The Covenant Journal: A Commentary on the Church

Editorial - Two Kinds of Faith

-JLD

A covenant is a relationship initiated by God, to which a body of people responds in faith (BCP Catechism p 846).

The Holy Scriptures of both Old and New Covenants tell the story of how a Judaeo-Christian body of people responded in faith to the relationship God initiated with them. We, who may be said to be an Anglican body of people, adopt our response in faith and call it our normative tradition, meanwhile building our own tradition by responding in faith to the relationship God initiates with us. We affirm that their response contains all things necessary to salvation. We are not always so sure whether our response does or not, though we often feel it has promise.

Urban T Holmes in his singular monograph, "What is Anglicanism?" writes about this Anglican consciousness that it "is a mode of making sense of the experience of God... a particular approach to the construction of reality, or to the building of a world." The Baptismal Covenant according to the use of the Episcopal Church (BCP pp 304f) is one very important way that we respond in faith and inform (ie give shape to) our understanding of our relation to God's initiative - and continuing to make all things new.

It's the faith with which we respond -- there are at least two kinds - that often creates the problem, a problem sweeping the Communion even now. There's the credal or doctrinal faith "we believe" and the covenantal faith "we will." There's the doing here and now, with little direction as to how we go about it. And there's the willing here and now, but with both present and future intention and commitment and clear instructions as to how we go about it. It is the difference between faith as passive acceptance of some, albeit essential content, and faith as active participation in a relationship. The Anglican consciousness seems more a covenantal than a credal way of responding to our experience of God. It's rather like parting the Red Sea.

Samuel Butler is credited with saying "people in general are as equally horrified at hearing the Christian religion doubted as they are at seeing it practiced." The two kinds of faith, credal and covenantal, seem somehow caught up in that statement. It may be safe to presume that some might say the creeds with fingers crossed behind their back. It is not altogether safe whatever to will the Baptismal Covenant without both hands on the wheel.

This ambiguity is revealed by the Baptismal Covenant and its two sets of questions. The Apostles' Creed (the Baptismal Formula) asks for our belief, for passive faith, the part of the Covenant to which we assent. The questions that make up the balance of the Covenant ask for our will, for active faith, and begin with "Will you..." to which we respond, "I will, with God's help." Strangely, we do not ask for God's help for what we believe, but only for what we will, perhaps because a covenant fulfilled is a process, a practice, a life, a relationship in which we choose to engage.

Ironically, the Catechism, itself a form and outline of the faith as belief, is also the source of the definition of a covenant. Faith as assent to doctrine, faith as response to God's initiative all bound in one. The creeds do not spell out beyond implication at best how one must act in response to the affirmations one makes. On the other hand, the covenants are very specific about what one wills to be and to do in the relationship being embraced.

The questions in the Baptismal Covenant embrace the full expanse of the Christian life and way. Nothing and no other is excluded. It is this as editorial premise on which The Covenant Journal was founded and, with God's help, we will to keep it that way.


- _REQUIREMENT_
The full set of entries below is to be returned unchanged.

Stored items
━━━━━━━━

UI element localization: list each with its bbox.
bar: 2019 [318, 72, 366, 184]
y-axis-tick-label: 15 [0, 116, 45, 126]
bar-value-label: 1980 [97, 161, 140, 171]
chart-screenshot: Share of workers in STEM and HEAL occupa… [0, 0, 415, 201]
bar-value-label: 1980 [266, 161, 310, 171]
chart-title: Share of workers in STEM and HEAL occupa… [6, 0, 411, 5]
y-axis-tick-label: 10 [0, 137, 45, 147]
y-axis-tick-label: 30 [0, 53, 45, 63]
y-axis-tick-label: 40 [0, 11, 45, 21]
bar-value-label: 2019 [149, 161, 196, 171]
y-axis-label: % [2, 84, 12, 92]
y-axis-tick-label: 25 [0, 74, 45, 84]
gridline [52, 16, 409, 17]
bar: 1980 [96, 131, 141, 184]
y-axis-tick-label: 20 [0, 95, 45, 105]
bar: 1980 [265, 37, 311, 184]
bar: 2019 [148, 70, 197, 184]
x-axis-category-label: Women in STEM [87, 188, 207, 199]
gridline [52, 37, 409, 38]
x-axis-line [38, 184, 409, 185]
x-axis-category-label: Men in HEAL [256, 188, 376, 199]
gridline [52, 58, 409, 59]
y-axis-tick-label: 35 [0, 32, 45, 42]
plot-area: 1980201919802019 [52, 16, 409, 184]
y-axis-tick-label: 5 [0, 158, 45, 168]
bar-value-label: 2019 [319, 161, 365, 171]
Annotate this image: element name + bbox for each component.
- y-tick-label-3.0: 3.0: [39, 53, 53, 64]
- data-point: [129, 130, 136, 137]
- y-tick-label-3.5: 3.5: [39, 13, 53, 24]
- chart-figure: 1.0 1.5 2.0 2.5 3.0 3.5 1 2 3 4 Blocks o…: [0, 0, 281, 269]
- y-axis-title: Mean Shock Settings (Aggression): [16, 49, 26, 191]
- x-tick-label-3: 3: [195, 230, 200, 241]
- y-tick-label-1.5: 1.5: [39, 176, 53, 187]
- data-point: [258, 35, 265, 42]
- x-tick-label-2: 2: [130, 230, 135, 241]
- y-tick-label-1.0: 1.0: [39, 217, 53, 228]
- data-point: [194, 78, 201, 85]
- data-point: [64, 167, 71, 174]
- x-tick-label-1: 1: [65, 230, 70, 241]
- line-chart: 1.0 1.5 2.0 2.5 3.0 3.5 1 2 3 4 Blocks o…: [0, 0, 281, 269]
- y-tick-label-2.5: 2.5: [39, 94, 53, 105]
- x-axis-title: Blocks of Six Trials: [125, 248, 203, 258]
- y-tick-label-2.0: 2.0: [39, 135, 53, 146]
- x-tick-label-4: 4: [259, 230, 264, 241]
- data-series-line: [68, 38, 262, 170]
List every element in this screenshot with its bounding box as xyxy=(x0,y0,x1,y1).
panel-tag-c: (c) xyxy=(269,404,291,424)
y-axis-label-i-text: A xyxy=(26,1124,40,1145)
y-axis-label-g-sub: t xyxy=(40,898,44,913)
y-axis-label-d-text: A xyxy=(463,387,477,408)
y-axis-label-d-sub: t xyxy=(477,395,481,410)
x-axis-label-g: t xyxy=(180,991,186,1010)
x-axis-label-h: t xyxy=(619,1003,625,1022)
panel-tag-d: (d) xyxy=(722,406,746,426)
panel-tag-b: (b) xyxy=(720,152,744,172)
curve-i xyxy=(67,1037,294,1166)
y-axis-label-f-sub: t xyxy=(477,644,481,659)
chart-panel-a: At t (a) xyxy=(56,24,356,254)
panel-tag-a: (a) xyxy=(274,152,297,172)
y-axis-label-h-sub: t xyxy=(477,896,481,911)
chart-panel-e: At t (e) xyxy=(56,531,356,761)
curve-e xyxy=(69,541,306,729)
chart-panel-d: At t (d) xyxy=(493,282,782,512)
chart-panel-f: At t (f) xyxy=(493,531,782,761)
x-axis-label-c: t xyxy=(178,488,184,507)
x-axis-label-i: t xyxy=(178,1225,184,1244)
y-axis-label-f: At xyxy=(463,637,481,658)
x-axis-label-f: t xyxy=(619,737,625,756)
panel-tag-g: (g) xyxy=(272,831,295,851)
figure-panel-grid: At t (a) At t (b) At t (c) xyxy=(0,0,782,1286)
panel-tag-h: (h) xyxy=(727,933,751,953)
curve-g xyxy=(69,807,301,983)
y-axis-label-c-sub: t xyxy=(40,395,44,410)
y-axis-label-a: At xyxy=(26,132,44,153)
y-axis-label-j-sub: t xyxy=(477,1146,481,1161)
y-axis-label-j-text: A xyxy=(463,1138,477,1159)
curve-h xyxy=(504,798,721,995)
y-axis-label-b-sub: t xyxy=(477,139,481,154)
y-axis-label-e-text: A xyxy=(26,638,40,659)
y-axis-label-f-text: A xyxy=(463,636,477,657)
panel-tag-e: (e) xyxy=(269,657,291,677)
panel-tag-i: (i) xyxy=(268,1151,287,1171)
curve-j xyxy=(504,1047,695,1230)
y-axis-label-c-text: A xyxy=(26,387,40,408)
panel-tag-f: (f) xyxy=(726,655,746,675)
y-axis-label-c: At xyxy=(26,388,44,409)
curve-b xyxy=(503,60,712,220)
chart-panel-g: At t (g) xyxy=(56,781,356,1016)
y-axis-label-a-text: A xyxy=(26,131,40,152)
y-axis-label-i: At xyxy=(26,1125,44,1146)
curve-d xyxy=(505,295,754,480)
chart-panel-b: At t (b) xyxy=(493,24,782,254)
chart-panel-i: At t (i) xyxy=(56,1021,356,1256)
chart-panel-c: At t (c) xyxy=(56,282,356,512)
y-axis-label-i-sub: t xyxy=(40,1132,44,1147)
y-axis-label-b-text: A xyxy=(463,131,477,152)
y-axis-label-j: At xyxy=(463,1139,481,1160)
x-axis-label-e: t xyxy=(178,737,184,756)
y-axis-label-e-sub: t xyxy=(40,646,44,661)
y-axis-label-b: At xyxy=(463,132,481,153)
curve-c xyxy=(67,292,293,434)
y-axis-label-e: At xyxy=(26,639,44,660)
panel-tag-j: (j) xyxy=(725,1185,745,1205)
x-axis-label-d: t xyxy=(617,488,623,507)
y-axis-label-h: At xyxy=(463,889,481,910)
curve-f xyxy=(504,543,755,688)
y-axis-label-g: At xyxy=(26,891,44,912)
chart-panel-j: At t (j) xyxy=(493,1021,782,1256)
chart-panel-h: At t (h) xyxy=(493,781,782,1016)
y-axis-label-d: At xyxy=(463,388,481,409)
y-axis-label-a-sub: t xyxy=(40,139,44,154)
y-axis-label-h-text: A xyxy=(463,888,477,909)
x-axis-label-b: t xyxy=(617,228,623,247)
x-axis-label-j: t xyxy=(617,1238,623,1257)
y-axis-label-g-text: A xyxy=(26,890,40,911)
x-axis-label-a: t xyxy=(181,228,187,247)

━━━━━━━━

- _PROBLEM SOLUTION_
UI element localization: list each with its bbox.
bar: 2019 [318, 72, 366, 184]
y-axis-tick-label: 15 [0, 116, 45, 126]
bar-value-label: 1980 [97, 161, 140, 171]
chart-screenshot: Share of workers in STEM and HEAL occupa… [0, 0, 415, 201]
bar-value-label: 1980 [266, 161, 310, 171]
chart-title: Share of workers in STEM and HEAL occupa… [6, 0, 411, 5]
y-axis-tick-label: 10 [0, 137, 45, 147]
y-axis-tick-label: 30 [0, 53, 45, 63]
y-axis-tick-label: 40 [0, 11, 45, 21]
bar-value-label: 2019 [149, 161, 196, 171]
y-axis-label: % [2, 84, 12, 92]
y-axis-tick-label: 25 [0, 74, 45, 84]
gridline [52, 16, 409, 17]
bar: 1980 [96, 131, 141, 184]
y-axis-tick-label: 20 [0, 95, 45, 105]
bar: 1980 [265, 37, 311, 184]
bar: 2019 [148, 70, 197, 184]
x-axis-category-label: Women in STEM [87, 188, 207, 199]
gridline [52, 37, 409, 38]
x-axis-line [38, 184, 409, 185]
x-axis-category-label: Men in HEAL [256, 188, 376, 199]
gridline [52, 58, 409, 59]
y-axis-tick-label: 35 [0, 32, 45, 42]
plot-area: 1980201919802019 [52, 16, 409, 184]
y-axis-tick-label: 5 [0, 158, 45, 168]
bar-value-label: 2019 [319, 161, 365, 171]
Annotate this image: element name + bbox for each component.
- y-tick-label-3.0: 3.0: [39, 53, 53, 64]
- data-point: [129, 130, 136, 137]
- y-tick-label-3.5: 3.5: [39, 13, 53, 24]
- chart-figure: 1.0 1.5 2.0 2.5 3.0 3.5 1 2 3 4 Blocks o…: [0, 0, 281, 269]
- y-axis-title: Mean Shock Settings (Aggression): [16, 49, 26, 191]
- x-tick-label-3: 3: [195, 230, 200, 241]
- y-tick-label-1.5: 1.5: [39, 176, 53, 187]
- data-point: [258, 35, 265, 42]
- x-tick-label-2: 2: [130, 230, 135, 241]
- y-tick-label-1.0: 1.0: [39, 217, 53, 228]
- data-point: [194, 78, 201, 85]
- data-point: [64, 167, 71, 174]
- x-tick-label-1: 1: [65, 230, 70, 241]
- line-chart: 1.0 1.5 2.0 2.5 3.0 3.5 1 2 3 4 Blocks o…: [0, 0, 281, 269]
- y-tick-label-2.5: 2.5: [39, 94, 53, 105]
- x-axis-title: Blocks of Six Trials: [125, 248, 203, 258]
- y-tick-label-2.0: 2.0: [39, 135, 53, 146]
- x-tick-label-4: 4: [259, 230, 264, 241]
- data-series-line: [68, 38, 262, 170]
List every element in this screenshot with its bounding box as xyxy=(x0,y0,x1,y1).
panel-tag-c: (c) xyxy=(269,404,291,424)
y-axis-label-i-text: A xyxy=(26,1124,40,1145)
y-axis-label-g-sub: t xyxy=(40,898,44,913)
y-axis-label-d-text: A xyxy=(463,387,477,408)
y-axis-label-d-sub: t xyxy=(477,395,481,410)
x-axis-label-g: t xyxy=(180,991,186,1010)
x-axis-label-h: t xyxy=(619,1003,625,1022)
panel-tag-d: (d) xyxy=(722,406,746,426)
panel-tag-b: (b) xyxy=(720,152,744,172)
curve-i xyxy=(67,1037,294,1166)
y-axis-label-f-sub: t xyxy=(477,644,481,659)
chart-panel-a: At t (a) xyxy=(56,24,356,254)
panel-tag-a: (a) xyxy=(274,152,297,172)
y-axis-label-h-sub: t xyxy=(477,896,481,911)
chart-panel-e: At t (e) xyxy=(56,531,356,761)
curve-e xyxy=(69,541,306,729)
chart-panel-d: At t (d) xyxy=(493,282,782,512)
chart-panel-f: At t (f) xyxy=(493,531,782,761)
x-axis-label-c: t xyxy=(178,488,184,507)
x-axis-label-i: t xyxy=(178,1225,184,1244)
y-axis-label-f: At xyxy=(463,637,481,658)
x-axis-label-f: t xyxy=(619,737,625,756)
panel-tag-g: (g) xyxy=(272,831,295,851)
figure-panel-grid: At t (a) At t (b) At t (c) xyxy=(0,0,782,1286)
panel-tag-h: (h) xyxy=(727,933,751,953)
curve-g xyxy=(69,807,301,983)
y-axis-label-c-sub: t xyxy=(40,395,44,410)
y-axis-label-a: At xyxy=(26,132,44,153)
y-axis-label-j-sub: t xyxy=(477,1146,481,1161)
y-axis-label-j-text: A xyxy=(463,1138,477,1159)
curve-h xyxy=(504,798,721,995)
y-axis-label-b-sub: t xyxy=(477,139,481,154)
y-axis-label-e-text: A xyxy=(26,638,40,659)
y-axis-label-f-text: A xyxy=(463,636,477,657)
panel-tag-e: (e) xyxy=(269,657,291,677)
panel-tag-i: (i) xyxy=(268,1151,287,1171)
curve-j xyxy=(504,1047,695,1230)
y-axis-label-c-text: A xyxy=(26,387,40,408)
panel-tag-f: (f) xyxy=(726,655,746,675)
y-axis-label-c: At xyxy=(26,388,44,409)
curve-b xyxy=(503,60,712,220)
chart-panel-g: At t (g) xyxy=(56,781,356,1016)
y-axis-label-a-text: A xyxy=(26,131,40,152)
y-axis-label-i: At xyxy=(26,1125,44,1146)
curve-d xyxy=(505,295,754,480)
chart-panel-b: At t (b) xyxy=(493,24,782,254)
chart-panel-i: At t (i) xyxy=(56,1021,356,1256)
chart-panel-c: At t (c) xyxy=(56,282,356,512)
y-axis-label-i-sub: t xyxy=(40,1132,44,1147)
y-axis-label-b-text: A xyxy=(463,131,477,152)
y-axis-label-j: At xyxy=(463,1139,481,1160)
x-axis-label-e: t xyxy=(178,737,184,756)
y-axis-label-e-sub: t xyxy=(40,646,44,661)
y-axis-label-b: At xyxy=(463,132,481,153)
curve-c xyxy=(67,292,293,434)
y-axis-label-e: At xyxy=(26,639,44,660)
panel-tag-j: (j) xyxy=(725,1185,745,1205)
x-axis-label-d: t xyxy=(617,488,623,507)
y-axis-label-h: At xyxy=(463,889,481,910)
curve-f xyxy=(504,543,755,688)
y-axis-label-g: At xyxy=(26,891,44,912)
chart-panel-j: At t (j) xyxy=(493,1021,782,1256)
chart-panel-h: At t (h) xyxy=(493,781,782,1016)
y-axis-label-d: At xyxy=(463,388,481,409)
y-axis-label-a-sub: t xyxy=(40,139,44,154)
y-axis-label-h-text: A xyxy=(463,888,477,909)
x-axis-label-b: t xyxy=(617,228,623,247)
x-axis-label-j: t xyxy=(617,1238,623,1257)
y-axis-label-g-text: A xyxy=(26,890,40,911)
x-axis-label-a: t xyxy=(181,228,187,247)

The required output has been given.